Book Recommendation: George Weigel, "Cube and the Cathedral"
I have not read this book at all, but I have read this author and the title looks great. I am working at a friends office at the school where he teaches, doing editorial assistance on an encyclopedia project on which he is co-editor and really managing editor, and I just happened to see the book on his desk. It is The Cube and the Cathedral by George Weigel, author of Witness to Hope, the famous biography of Pope John Paul II. I have read an article by Weigel on a similar topic entitle "A Better Concept of Freedom." The Title of this book sort of follows Chesterton's contrast in the images of circle/ball vs cross, but seems to move in the direction of Weigel's own emphasis on the Via Antiqua vs the Via Moderna. I bring this up because one of the reasons I love Rowling is that I think she is a great example of how a post-modern is helping to re-introduce some of the health of the Via Antiqua (terms V.A. and V.M. borrowed from lectures by Dr. Scott Hahn. |
Comments on "Book Recommendation: George Weigel, "Cube and the Cathedral""
Great writer! Weigel is a semi-regular guest on Laura Ingraham's show and I heard him pitch this book one morning when it came out. Going on Amazon, there's a review mentioning Chesterton also.... Another reviewer mention Letters to a Young Catholic which I read and thoroughly enjoyed; he deals a lot with Western history and literature (Chesterton, Tolkien, Waugh, etc.) in that one and "the Catholic imagination" which inspired so many authors. Plus there's a great chapter on the scavi and how you can go down there and see where they found the remains of ole St. Peter's - I got chill bumps reading that. I thought "Man, I've been to Rome twice and still haven't made it down there!" Well, next time for sure....
Amazing coincidences, when I followed the link Pauli so helpfully inserted to the book listing on Amazon, Amazon had there little "buy this book with this other book" thing and the other book was How the Catholic Church Built Western Civilization by Thomas E. Woods Jr.
In the common area I was working in today on fo my friend's coleagues named Paul Kengor had walked up to me and shown me that book and suggested it just today around the time I had written this post.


What this task involves: Exactly as they stand, copy the lines from the one containing "List each element" to the final line of the data; leave out the pictures.

Material provided:
========================================================================

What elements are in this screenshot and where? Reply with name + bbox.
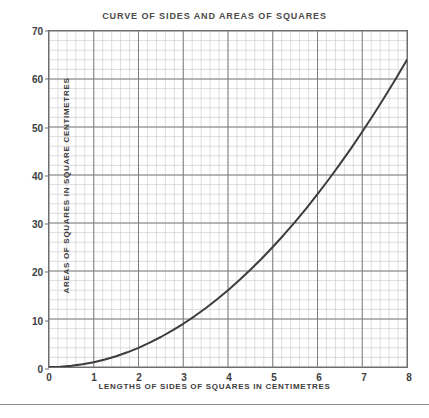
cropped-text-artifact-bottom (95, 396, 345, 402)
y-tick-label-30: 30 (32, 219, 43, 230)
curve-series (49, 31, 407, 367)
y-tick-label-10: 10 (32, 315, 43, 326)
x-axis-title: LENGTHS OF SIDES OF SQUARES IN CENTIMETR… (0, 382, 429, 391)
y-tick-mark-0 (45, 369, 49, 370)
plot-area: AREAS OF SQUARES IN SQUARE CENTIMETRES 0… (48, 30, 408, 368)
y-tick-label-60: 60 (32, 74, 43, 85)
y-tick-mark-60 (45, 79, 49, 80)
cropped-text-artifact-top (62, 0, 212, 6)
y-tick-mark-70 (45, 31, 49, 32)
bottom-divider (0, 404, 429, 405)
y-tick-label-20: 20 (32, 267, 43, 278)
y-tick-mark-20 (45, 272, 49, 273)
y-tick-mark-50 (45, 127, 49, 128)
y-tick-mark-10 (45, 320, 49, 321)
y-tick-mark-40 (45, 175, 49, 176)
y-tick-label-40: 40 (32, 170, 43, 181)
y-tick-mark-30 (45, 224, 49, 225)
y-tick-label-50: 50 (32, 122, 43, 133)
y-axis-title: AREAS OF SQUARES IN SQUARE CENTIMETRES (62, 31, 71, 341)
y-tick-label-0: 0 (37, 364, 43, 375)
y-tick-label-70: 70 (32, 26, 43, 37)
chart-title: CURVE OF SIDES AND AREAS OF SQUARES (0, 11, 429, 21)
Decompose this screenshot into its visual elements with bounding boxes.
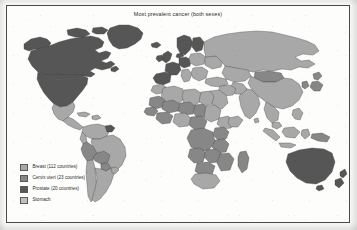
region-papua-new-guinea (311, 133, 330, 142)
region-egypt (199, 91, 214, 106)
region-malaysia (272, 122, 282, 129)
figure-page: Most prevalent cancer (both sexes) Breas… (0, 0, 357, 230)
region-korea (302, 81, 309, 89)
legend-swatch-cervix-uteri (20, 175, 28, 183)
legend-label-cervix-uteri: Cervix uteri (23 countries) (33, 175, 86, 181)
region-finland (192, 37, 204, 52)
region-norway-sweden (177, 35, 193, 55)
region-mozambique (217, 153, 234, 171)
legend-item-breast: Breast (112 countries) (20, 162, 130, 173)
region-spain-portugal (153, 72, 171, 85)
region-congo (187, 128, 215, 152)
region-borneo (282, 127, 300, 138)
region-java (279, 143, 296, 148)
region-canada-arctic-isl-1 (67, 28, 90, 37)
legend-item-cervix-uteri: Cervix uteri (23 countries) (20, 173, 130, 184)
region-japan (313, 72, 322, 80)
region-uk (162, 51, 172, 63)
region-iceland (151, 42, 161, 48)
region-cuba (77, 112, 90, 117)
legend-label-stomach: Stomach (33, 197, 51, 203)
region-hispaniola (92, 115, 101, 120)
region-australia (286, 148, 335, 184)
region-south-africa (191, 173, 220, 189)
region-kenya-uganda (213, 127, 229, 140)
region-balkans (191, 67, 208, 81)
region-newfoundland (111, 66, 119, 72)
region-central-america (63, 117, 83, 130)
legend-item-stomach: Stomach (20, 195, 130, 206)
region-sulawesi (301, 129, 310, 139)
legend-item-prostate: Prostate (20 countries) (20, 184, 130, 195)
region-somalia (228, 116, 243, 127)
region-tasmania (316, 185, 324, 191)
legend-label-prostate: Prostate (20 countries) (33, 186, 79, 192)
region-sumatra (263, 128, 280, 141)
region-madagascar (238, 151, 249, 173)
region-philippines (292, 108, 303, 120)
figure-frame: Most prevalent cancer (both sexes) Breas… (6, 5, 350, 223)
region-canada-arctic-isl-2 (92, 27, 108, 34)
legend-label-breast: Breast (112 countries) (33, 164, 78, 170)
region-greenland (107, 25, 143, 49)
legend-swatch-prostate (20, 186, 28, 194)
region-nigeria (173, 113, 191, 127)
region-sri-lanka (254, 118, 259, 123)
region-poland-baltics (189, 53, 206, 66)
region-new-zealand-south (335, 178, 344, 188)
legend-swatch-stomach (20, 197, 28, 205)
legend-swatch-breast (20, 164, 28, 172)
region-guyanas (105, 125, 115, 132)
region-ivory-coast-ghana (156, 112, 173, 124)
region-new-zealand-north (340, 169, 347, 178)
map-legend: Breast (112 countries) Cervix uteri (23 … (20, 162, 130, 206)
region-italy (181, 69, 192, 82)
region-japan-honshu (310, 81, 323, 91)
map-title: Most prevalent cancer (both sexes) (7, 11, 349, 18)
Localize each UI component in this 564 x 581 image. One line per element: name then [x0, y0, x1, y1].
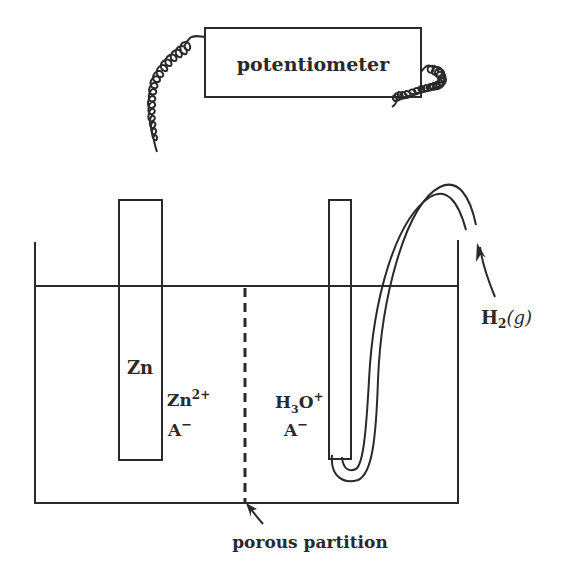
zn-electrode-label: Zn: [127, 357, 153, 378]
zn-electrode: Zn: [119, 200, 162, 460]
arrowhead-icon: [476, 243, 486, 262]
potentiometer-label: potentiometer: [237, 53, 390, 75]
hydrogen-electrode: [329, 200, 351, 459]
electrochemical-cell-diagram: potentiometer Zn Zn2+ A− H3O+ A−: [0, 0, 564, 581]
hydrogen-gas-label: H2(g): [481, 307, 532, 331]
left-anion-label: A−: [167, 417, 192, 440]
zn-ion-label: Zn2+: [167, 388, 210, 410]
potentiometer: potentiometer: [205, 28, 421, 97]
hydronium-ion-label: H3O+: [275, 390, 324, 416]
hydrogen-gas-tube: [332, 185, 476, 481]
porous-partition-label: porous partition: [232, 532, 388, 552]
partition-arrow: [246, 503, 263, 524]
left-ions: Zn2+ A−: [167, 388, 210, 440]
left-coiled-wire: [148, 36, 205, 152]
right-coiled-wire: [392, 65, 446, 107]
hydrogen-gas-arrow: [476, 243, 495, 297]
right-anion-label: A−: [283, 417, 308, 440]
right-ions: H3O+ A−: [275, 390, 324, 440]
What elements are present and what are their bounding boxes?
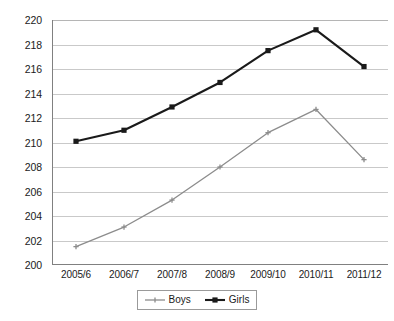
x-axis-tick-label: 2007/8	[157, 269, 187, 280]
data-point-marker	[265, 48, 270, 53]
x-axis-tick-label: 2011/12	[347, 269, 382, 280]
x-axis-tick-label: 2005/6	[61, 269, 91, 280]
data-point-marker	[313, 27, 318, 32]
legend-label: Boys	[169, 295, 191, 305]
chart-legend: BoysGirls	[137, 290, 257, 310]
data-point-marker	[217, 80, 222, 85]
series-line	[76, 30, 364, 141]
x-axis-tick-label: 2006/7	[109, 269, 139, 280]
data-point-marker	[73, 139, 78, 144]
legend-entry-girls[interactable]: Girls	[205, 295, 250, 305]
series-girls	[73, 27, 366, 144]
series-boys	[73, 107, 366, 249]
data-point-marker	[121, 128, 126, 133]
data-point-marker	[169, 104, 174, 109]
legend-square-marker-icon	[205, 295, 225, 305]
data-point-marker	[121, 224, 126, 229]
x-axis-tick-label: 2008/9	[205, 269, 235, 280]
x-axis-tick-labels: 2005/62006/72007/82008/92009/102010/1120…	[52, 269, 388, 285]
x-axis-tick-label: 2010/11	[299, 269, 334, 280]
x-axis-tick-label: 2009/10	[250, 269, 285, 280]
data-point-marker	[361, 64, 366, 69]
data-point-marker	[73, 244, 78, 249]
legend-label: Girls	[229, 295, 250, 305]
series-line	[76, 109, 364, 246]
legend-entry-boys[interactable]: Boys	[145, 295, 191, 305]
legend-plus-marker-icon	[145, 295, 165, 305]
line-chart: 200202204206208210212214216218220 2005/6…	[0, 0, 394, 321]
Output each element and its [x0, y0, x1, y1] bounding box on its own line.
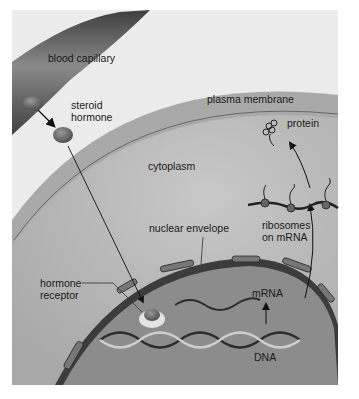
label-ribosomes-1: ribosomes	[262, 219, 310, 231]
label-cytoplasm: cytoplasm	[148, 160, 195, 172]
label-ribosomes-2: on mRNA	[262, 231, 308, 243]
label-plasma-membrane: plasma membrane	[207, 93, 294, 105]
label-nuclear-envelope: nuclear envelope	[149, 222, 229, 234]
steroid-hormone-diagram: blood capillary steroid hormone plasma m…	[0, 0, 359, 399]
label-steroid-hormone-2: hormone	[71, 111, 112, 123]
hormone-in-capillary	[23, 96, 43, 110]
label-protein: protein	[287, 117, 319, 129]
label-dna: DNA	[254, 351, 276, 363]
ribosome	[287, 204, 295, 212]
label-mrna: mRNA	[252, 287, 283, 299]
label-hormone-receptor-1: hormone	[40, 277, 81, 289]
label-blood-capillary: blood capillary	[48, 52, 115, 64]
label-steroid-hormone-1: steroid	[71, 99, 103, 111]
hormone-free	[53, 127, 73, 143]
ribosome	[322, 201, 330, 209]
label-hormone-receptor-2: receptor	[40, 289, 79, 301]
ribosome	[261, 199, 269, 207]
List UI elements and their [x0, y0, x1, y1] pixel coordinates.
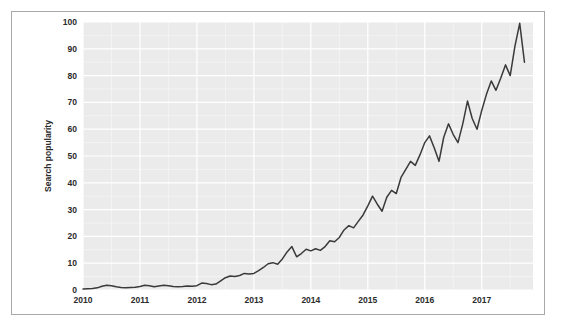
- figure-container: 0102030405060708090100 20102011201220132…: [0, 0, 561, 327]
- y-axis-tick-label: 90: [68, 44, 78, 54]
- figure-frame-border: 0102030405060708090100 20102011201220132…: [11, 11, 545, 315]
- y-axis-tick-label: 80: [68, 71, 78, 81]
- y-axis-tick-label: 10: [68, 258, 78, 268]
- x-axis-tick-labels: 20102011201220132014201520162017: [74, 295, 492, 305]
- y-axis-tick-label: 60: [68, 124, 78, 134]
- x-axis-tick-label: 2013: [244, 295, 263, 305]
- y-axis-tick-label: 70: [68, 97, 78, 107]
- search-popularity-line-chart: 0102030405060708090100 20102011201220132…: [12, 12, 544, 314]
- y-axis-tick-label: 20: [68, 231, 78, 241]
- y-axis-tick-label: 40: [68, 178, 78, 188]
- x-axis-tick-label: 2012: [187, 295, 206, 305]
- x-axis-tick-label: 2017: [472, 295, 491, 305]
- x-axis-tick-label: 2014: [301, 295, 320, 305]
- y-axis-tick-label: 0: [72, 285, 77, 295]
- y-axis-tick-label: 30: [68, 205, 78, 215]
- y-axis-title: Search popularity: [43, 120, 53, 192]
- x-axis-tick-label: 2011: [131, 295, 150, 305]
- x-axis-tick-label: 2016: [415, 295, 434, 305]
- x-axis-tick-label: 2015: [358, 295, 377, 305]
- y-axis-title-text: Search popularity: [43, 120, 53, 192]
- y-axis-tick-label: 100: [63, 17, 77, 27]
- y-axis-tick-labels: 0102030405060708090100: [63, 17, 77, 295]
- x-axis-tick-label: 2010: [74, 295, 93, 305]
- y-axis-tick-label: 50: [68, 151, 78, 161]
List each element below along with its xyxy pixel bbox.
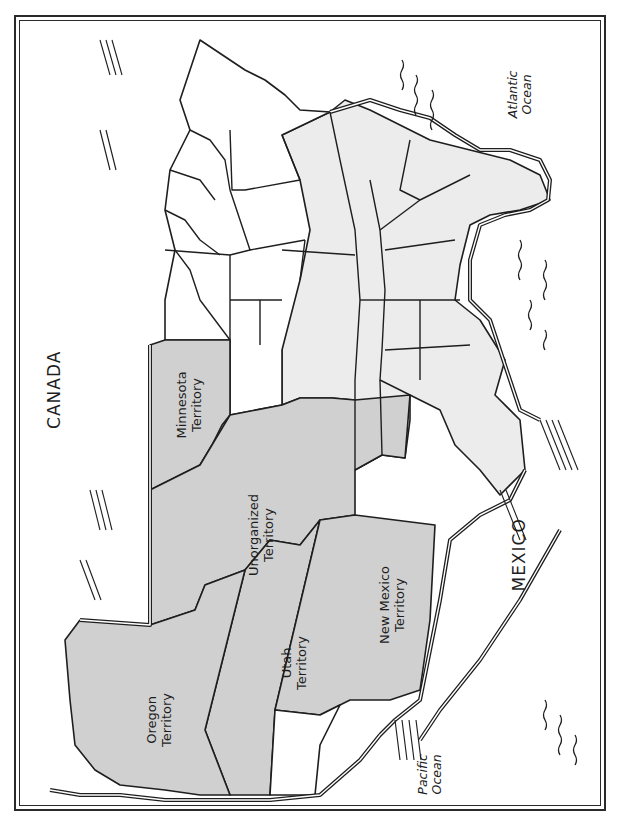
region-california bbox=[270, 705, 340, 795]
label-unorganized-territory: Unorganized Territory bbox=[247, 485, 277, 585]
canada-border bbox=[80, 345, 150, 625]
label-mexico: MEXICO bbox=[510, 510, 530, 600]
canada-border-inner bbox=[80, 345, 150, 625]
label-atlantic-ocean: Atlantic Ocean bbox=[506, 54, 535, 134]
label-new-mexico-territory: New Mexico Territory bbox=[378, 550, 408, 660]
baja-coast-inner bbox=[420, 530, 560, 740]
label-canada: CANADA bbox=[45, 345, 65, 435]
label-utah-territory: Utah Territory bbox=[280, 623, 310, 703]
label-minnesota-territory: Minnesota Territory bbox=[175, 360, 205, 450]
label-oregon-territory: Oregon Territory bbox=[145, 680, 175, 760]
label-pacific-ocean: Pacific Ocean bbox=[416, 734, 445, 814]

========================================================================

Output for this task:
List each element below along with its xyxy pixel bbox.
region-california bbox=[270, 705, 340, 795]
label-unorganized-territory: Unorganized Territory bbox=[247, 485, 277, 585]
canada-border bbox=[80, 345, 150, 625]
label-mexico: MEXICO bbox=[510, 510, 530, 600]
canada-border-inner bbox=[80, 345, 150, 625]
label-atlantic-ocean: Atlantic Ocean bbox=[506, 54, 535, 134]
label-new-mexico-territory: New Mexico Territory bbox=[378, 550, 408, 660]
baja-coast-inner bbox=[420, 530, 560, 740]
label-canada: CANADA bbox=[45, 345, 65, 435]
label-utah-territory: Utah Territory bbox=[280, 623, 310, 703]
label-minnesota-territory: Minnesota Territory bbox=[175, 360, 205, 450]
label-oregon-territory: Oregon Territory bbox=[145, 680, 175, 760]
label-pacific-ocean: Pacific Ocean bbox=[416, 734, 445, 814]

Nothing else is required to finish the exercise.